Would she never stop puking?
She slunk to the floor, grabbing the bowl. “Worshipping the porcelain god,” we used to call it. All drunks did.
But Annie wasn’t drunk. That chemo was poison.
Pale blue, her bathroom was, with fishies on the shower curtain. Like she was underwater, and drowning, she lay, still heaving.
In silence, I sat beside her that night.
*
“How do I look?” she whispered.
Pale, like there’d been no sun in years. And with that dopey wig on. But that “Annie” spark was still there.
“Real good,” I said. Or she wouldn’t talk to Bear.
“Hey, lady!” he yelled across the cancer ward. Annie beamed.
“Be right back,” I told her.
As I passed Bear, I cringed. He looked ancient, bald. His Yankees cap sunk low on his face. Harley shirt and jeans on his scarecrow’s body. But it was him, all right. Same tats, and all.
He looked happy to see Annie. Even in here.
“Keep fightin’!” he was saying, as I turned the corner. “S’all you can do, babe.”
*
HEALING MASS, the banner read. FRIDAY, SEPTEMBER 6th. Once a month they had it at St. Jude’s. People came from all over, some in walkers and wheelchairs. Some looking optimistic, some like they’d already died way back. Slowly, they filed into the church.
Annie clutched my arm. “It’s mobbed,” came out hoarse. The cancer had spread to her throat, and lung.
The old Annie had lived for crowds: Bruce concerts, Happy Hours down Belmar. A carefree Jersey girl, she’d been.

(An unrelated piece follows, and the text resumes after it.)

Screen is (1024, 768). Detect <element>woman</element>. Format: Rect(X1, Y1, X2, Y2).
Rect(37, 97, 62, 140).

Did toxic waste cause this? I wondered.
What a strange service. Nothing like the Masses we’d gone to, as kids. The music as lively as at an island festival. Who’d believe half the congregation was dying? The sermon was so long, I started to sweat. I wanted to leave.
And yet . . .
“You come here for healing,” the tough, bald priest said. “But are you healed of your sins?”
I squirmed in my seat. I had to pee really bad.
“Does sin make you sick? Before your body can heal, your soul must get well . . .”
He went on, and on. Yeah, we were sinners. Me worse than Annie. Why her and not me?
Both breasts hacked off . . . and for what? She was still dying, faster each day. No hair, no voice. Soon it would creep up into her brain. . . .
Sin.
I glanced over at her. Eyes shut, she was listening intently. Shouldn’t’ve cheated, she might’ve been thinking. But she’d loved Bear, not Richie. Didn’t love count for anything in this world?
I looked closer at her.
She’d dozed off. Peacefully, like she was dreaming of old times: us as grimy kids, eating Freeze Pops in the neighbor’s pool. Or the night she’d met Bear.
So peaceful, she looked.
Alarmed, I squeezed her arm.
The healing was beginning. Around us, people poured out of the pews and headed for the altar.
But not us.
Annie’s smile said she’d beat them to it.
___________________________________
Cindy Rosmus is a Jersey girl whose work can be found in places like Hardboiled, A Twist of Noir, Out of the Gutter, Flash Fiction Offensive, MediaVirus, Mysterical-E, The New Flesh, Powder Burn Flash, and Black Petals. She is the editor and art director of the ezine Yellow Mama.